Anoyonodekigoto
Ikuro Takahashi Yoko Muronoi
A collaborative duo performance, Anoyonodekigoto sets up a sort of negotiation between a musician, a dancer, the audience and the space we’re all sharing.
Arika have been creating events since 2001. The Archive is space to share the documentation of our work, over 600 events from the past 20 years. Browse the archive by event, artists and collections, explore using theme pairs, or use the index for a comprehensive overview.
A collaborative duo performance, Anoyonodekigoto sets up a sort of negotiation between a musician, a dancer, the audience and the space we’re all sharing.

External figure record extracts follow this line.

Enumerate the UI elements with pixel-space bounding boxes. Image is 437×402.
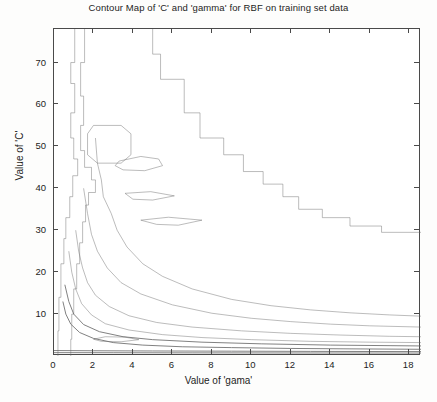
- contour-line: [84, 188, 421, 327]
- contour-lines-svg: [54, 29, 421, 356]
- x-tick-mark: [369, 28, 370, 33]
- x-tick-label: 6: [169, 359, 174, 370]
- y-tick-mark: [53, 145, 58, 146]
- x-tick-label: 10: [245, 359, 256, 370]
- x-tick-mark: [250, 28, 251, 33]
- x-tick-mark: [329, 349, 330, 354]
- contour-line: [95, 138, 421, 316]
- contour-line: [115, 156, 162, 170]
- x-tick-mark: [53, 349, 54, 354]
- contour-line: [88, 125, 131, 163]
- contour-line: [58, 29, 78, 356]
- x-tick-mark: [408, 349, 409, 354]
- x-tick-mark: [132, 28, 133, 33]
- y-tick-mark: [414, 313, 419, 314]
- x-tick-mark: [171, 28, 172, 33]
- x-tick-label: 12: [284, 359, 295, 370]
- y-tick-mark: [53, 62, 58, 63]
- x-tick-mark: [408, 28, 409, 33]
- x-tick-mark: [53, 28, 54, 33]
- x-tick-mark: [211, 349, 212, 354]
- x-tick-label: 14: [324, 359, 335, 370]
- x-tick-mark: [92, 28, 93, 33]
- y-tick-mark: [414, 229, 419, 230]
- x-tick-mark: [290, 28, 291, 33]
- y-tick-mark: [53, 271, 58, 272]
- y-tick-mark: [53, 103, 58, 104]
- x-tick-label: 0: [50, 359, 55, 370]
- x-tick-mark: [329, 28, 330, 33]
- x-tick-label: 2: [90, 359, 95, 370]
- x-tick-mark: [171, 349, 172, 354]
- y-tick-mark: [414, 103, 419, 104]
- x-tick-mark: [250, 349, 251, 354]
- contour-chart-figure: Contour Map of 'C' and 'gamma' for RBF o…: [0, 0, 437, 402]
- x-tick-label: 4: [129, 359, 134, 370]
- x-axis-label: Value of 'gama': [0, 375, 437, 386]
- contour-line: [141, 217, 202, 225]
- x-tick-mark: [290, 349, 291, 354]
- y-axis-label: Value of 'C': [14, 106, 25, 206]
- contour-line: [153, 29, 421, 232]
- contour-line: [71, 29, 96, 356]
- x-tick-label: 18: [403, 359, 414, 370]
- y-tick-mark: [414, 62, 419, 63]
- x-tick-mark: [92, 349, 93, 354]
- contour-line: [76, 230, 421, 336]
- x-tick-label: 8: [208, 359, 213, 370]
- y-tick-mark: [414, 187, 419, 188]
- y-tick-mark: [53, 187, 58, 188]
- y-tick-label: 20: [20, 266, 46, 277]
- y-tick-label: 70: [20, 56, 46, 67]
- contour-line: [125, 192, 174, 200]
- x-tick-mark: [369, 349, 370, 354]
- y-tick-label: 10: [20, 308, 46, 319]
- contour-line: [69, 251, 421, 342]
- x-tick-mark: [132, 349, 133, 354]
- y-tick-mark: [414, 145, 419, 146]
- y-tick-mark: [414, 271, 419, 272]
- y-tick-mark: [53, 313, 58, 314]
- plot-area: [53, 28, 420, 355]
- y-tick-mark: [53, 229, 58, 230]
- y-tick-label: 30: [20, 224, 46, 235]
- x-tick-label: 16: [363, 359, 374, 370]
- chart-title: Contour Map of 'C' and 'gamma' for RBF o…: [0, 2, 437, 13]
- x-tick-mark: [211, 28, 212, 33]
- contour-line: [54, 351, 421, 352]
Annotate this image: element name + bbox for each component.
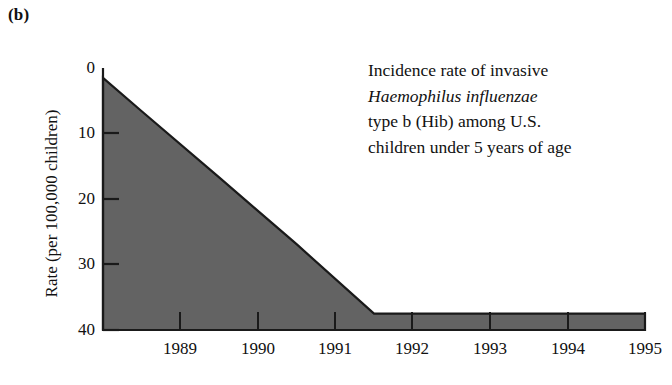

Beyond time, colorlines, ability, and sexuality, a movement exploration into what it means to see and be seen, how hearing contrast with what is actually being heard.
Journalist and underground music champion Alan Cummings talks to Keiji Haino about his career and his performance the previous evening.
A performed self-cancelling discussion, with artists from the festival, invited speakers and local artists talking at once, over each other, or straining to be heard over the din.
In a moment of social exhaustion, we want to ask how we might care for each other differently. We Can’t Live Without Our Lives is a 5-day exploration of care as a form of struggle and resistance, with communities who embody it.
The weeks previous TLRS daily radio shows, after-hours conversations, radio booths and special guests reassembled as a live electroacoustic performance.
A conversation and livestream considering a global feminist critique of capital with Silvia Federici, Hortense Spillers and Gayatri C. Spivak.
Noise music for the eyes: projectors turned into instruments, B&W film loops into a thrumming riot of colour, motion and sound.
For day four of Ultra-red’s project, the investigation will take up protocols for listening to the sound of freedom composed and facilitated by Fred Moten.
Felix Hess is a unique crosser of the boundaries between science and art. He wrote his doctorial thesis on the aerodynamics of the boomerang
Sadia Shirazi & Mezna Qato will discuss a series of scores that explore the texture and landscape of exile, resistance, and Muslim sociality. These instructional scores trouble the idea that art and activism are untouched by faith and faith is untouched by art and activism.
Dave will lead a session created for teenagers and designed to stimulate a supportive environment for artistic exploration through music improvisation.